EconPapers    
Economics at your fingertips  
 

Religion and the reception of marginalism in Britain

Jeff Lipkes

Forum for Social Economics, 1997, vol. 26, issue 2, 21-42

Abstract: Did their religious beliefs play any role in the interest British economists took in marginal utility theory in the final third of the Nineteenth Century? I contrast the beliefs of the leading economists—Mill and his followers—who were unsympathetic to marginalism with the beliefs of those economists who embraced it. Mill’s followers were themselves sharply divided on key methodological questions, and I ask whether or not this division, too, may owe something to differing religious beliefs. I conclude, provisionally, that religion may indeed have played a significant role in determining the methodological predisposition of British economists between 1860 and 1900.

Date: 1997
References: Add references at CitEc
Citations:

Downloads: (external link)
http://hdl.handle.net/10.1007/BF02770062 (text/html)
Access to full text is restricted to subscribers.

Related works:
This item may be available elsewhere in EconPapers: Search for items with the same title.

Export reference: BibTeX RIS (EndNote, ProCite, RefMan) HTML/Text

Persistent link: https://EconPapers.repec.org/RePEc:taf:fosoec:v:26:y:1997:i:2:p:21-42

Ordering information: This journal article can be ordered from
http://www.tandfonline.com/pricing/journal/RFSE20

DOI: 10.1007/BF02770062

Access Statistics for this article

Forum for Social Economics is currently edited by William Milberg, Dr Wolfram Elsner, Philip O'Hara, Cecilia Winters and Paolo Ramazzotti

More articles in Forum for Social Economics from Taylor & Francis Journals
Bibliographic data for series maintained by Chris Longhurst ().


__YOUR ASSIGNMENT__:
Leaving the pictures aside, write out the whole listing below exactly.

BEGIN

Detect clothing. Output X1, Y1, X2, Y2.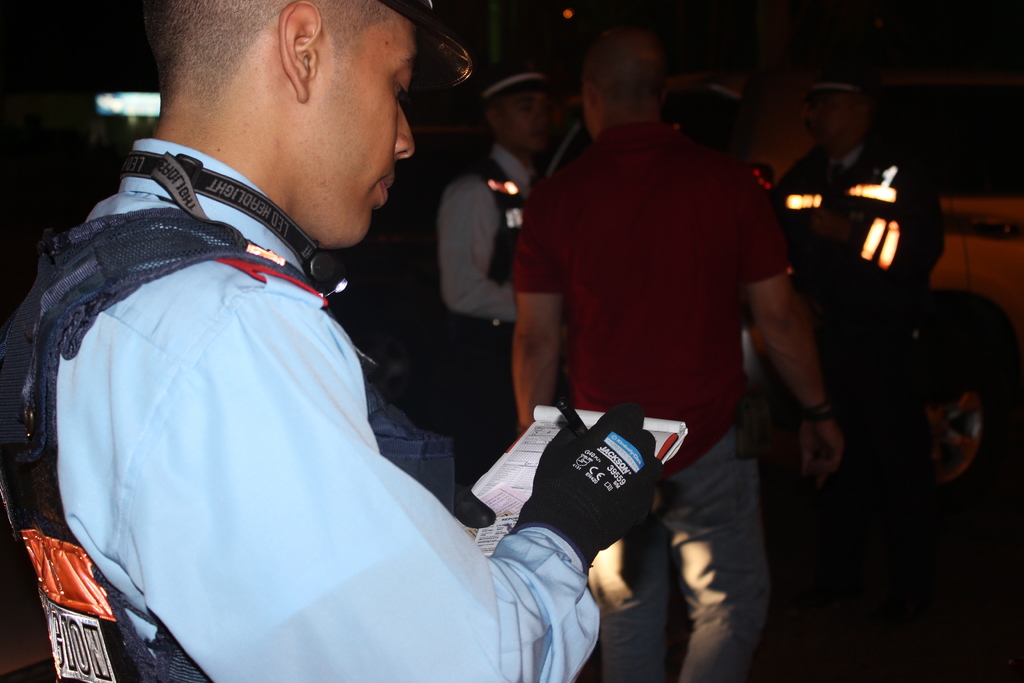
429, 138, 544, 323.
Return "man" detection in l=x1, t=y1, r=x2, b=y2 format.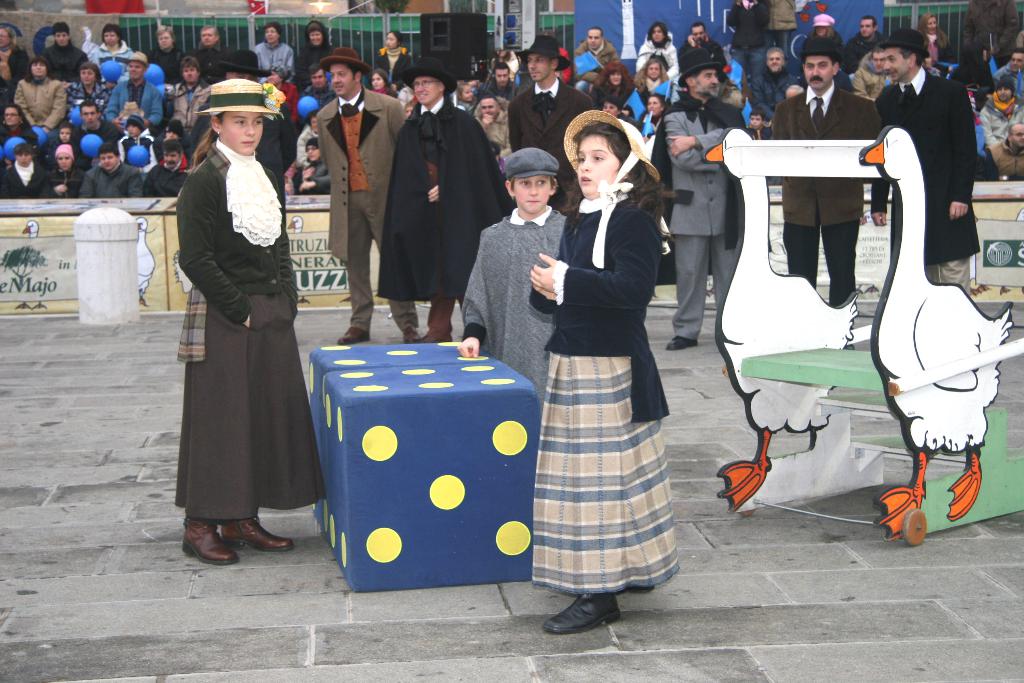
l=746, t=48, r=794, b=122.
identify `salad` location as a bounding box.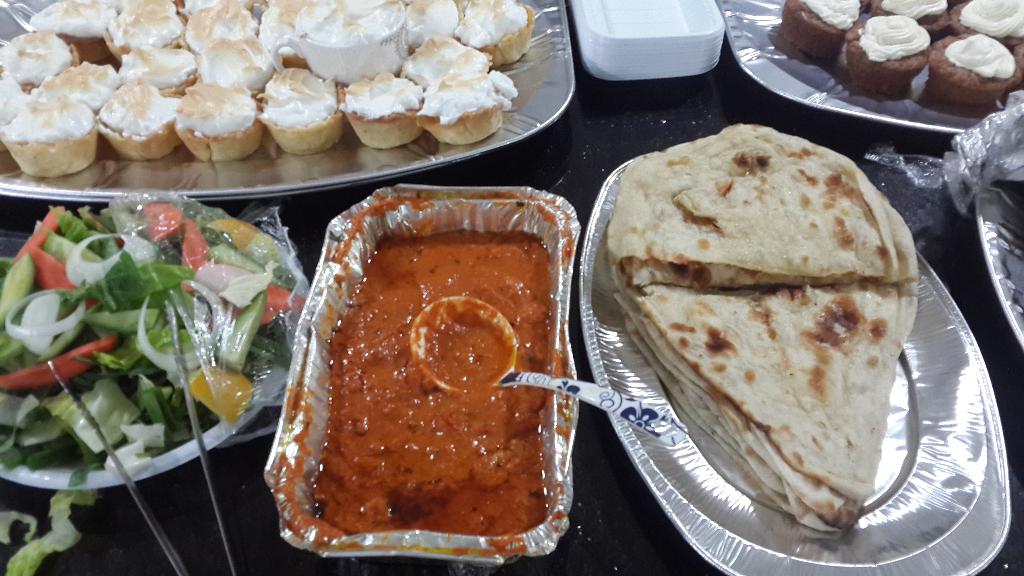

END

__WRITTEN REPLY__:
Detect clothing. Output X1, Y1, X2, Y2.
429, 138, 544, 323.
Return "man" detection in l=x1, t=y1, r=x2, b=y2 format.
l=746, t=48, r=794, b=122.
identify `salad` location as a bounding box.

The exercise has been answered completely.